02 Jul Marketplace lending: the next revolution?
In 2012, Patrick Molineux, in his book Connected Consumer and the Future of Financial Services* suggested that the banking and insurance industries might prove “too complex to construct as P2P commodities”. “The question for P2P lending”, Molineux suggested, “is whether there is a sufficiently deep well of consumer trust to transform the market. That trust is rooted in the ability of other consumers to pay and the longevity of the P2P platform”. At that time, Molineux felt that if both of these criteria were satisfactorily met, the credit industry could be changed forever by peer-to-peer lending.
Molineux went on to suggest that, for this alternative form of lending to really change the face of the credit industry, it must “engage the wealthy in placing significant sums on loan as part of mainstream wealth management portfolios, and grow the size of loans expanding into P2P mortgages”. A question remained over whether the nascent industry could enter the mainstream and really offer competition to banks. Writing a year later in a guest article for Forbes magazine, Molineux acknowledges that, not only was peer-to-peer lending “on the rise”, but that a form of peer-to-peer insurance had even become reality.

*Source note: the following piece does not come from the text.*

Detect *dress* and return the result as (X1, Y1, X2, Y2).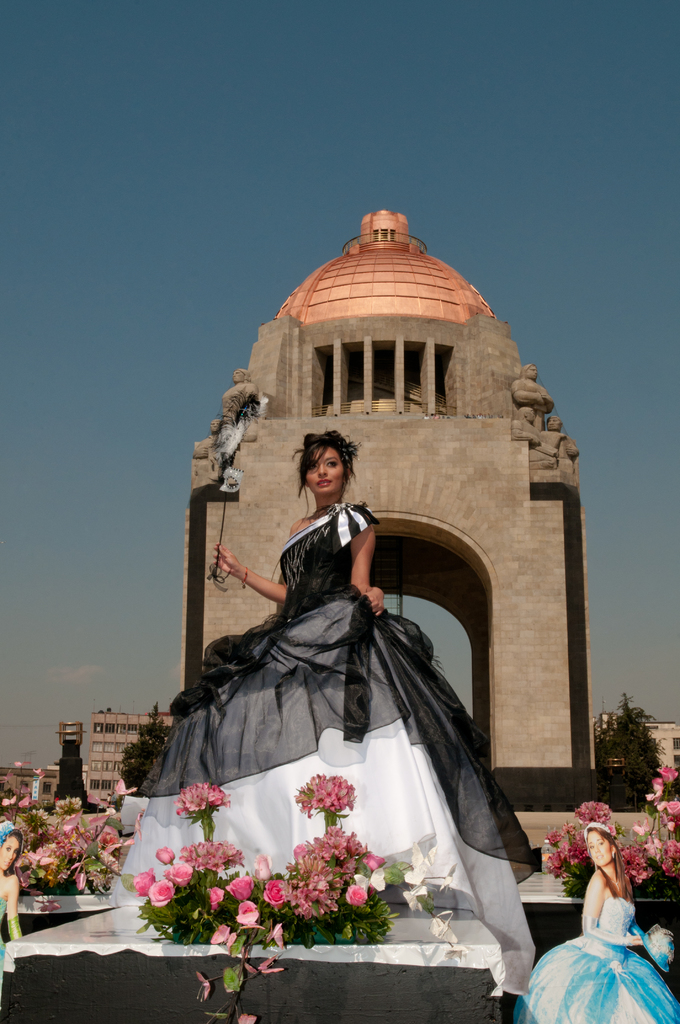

Indeed, this is a good indicator of the rapid growth of peer-to-peer lending: in the last two years alone, it has grown from a position of potential disruptor to significant threat. The global growth rates illustrate both the huge public appetite for an alternative form of finance and the potential for this industry if these growth rates continue. Marketplace mortgages are now a reality, with a number of buy-to-let mortgage providers operating in the marketplace space, and many other variations on the model have emerged in the interim period (see the case studies section of this report for details). In fact, the dominance of institutional capital on US platforms, in particular, has begun to cause concern among some early supporters of the industry.
Growth
Marketplace lending is growing exponentially. US platform Lending Club’s recent IPO marketing material welcomed backers and the uninitiated alike to the “We’re Just Getting Started Club” – and this kind of bold statement of intent does not seem incongruous given the industry’s enormous success thus far. From inception in 2007, it took Lending Club until Q4 2012 to reach its first billion in loan originations. By the end of 2013, originations stood at three billion, and, as of Q3 2014, they stood at six billion. Its main rival in the US market, Prosper, passed the one billion mark in April 2014, and six months later had originated another billion to end Q3 with two billion in cumulative originations. London-based brokerage Liberum estimates global compound annual growth rates of 136 percent between 2009 and 2014(E) and these rates are even higher in the key markets where marketplace lending has taken strongest hold. In the UK market, the fastest growing segment, business lending is growing at a rate of well over 200 percent year-on- year. Well established platforms are frequently doubling their loan volumes annually, while new entrants constantly appear to provide diversity and competition in the market.
Revolution or evolution?
Marketplace lending is often described as a revolutionary innovation, and it is certainly true that the model appeals to entrepreneurs and the technologically savvy, in particular. However, it might be said that marketplace lending is in fact evolutionary, rather than revolutionary – it is doing essentially what banks were established to do – but using the tools and methods that have become part of everyday life in developed economies worldwide over the last two decades. It is no secret (or surprise) that these platforms have been established by innovators – entrepreneurial thinkers certainly – but also former employees of the very banks and financial services agencies these new platforms are attempting to displace. In fact, Charles Moldow, CEO of Foundation Capital, one of the key investors in Lending Club, explains that “marketplace lending is not a radical concept – it’s a more efficient one”.* At its core, marketplace lending is a simple concept – whereby the savings from greater levels of efficiency are used to fund better interest rates for borrowers and investors, while these efficiencies allow for healthy profit margins for the platforms themselves. On this point, very few of the top platforms are actually posting a profit, focusing on growing the business to achieve scale, but this is something that is likely to change as more borrowers and investors adopt the marketplace model.
Key competitive advantage
The key competitive advantage that these companies have is their efficiency – while banks spend up to 30 percent of their operating costs on resource-draining branch networks, marketplace lending platforms operate fully online. The major platforms all carry out some degree of in-house underwriting and risk assessment, but the very nature of this online model means that they can use a much wider array of data than the incumbents generally do. Meanwhile, debt collection procedures vary from platform to platform – with some outsourcing part or all of this to external agencies.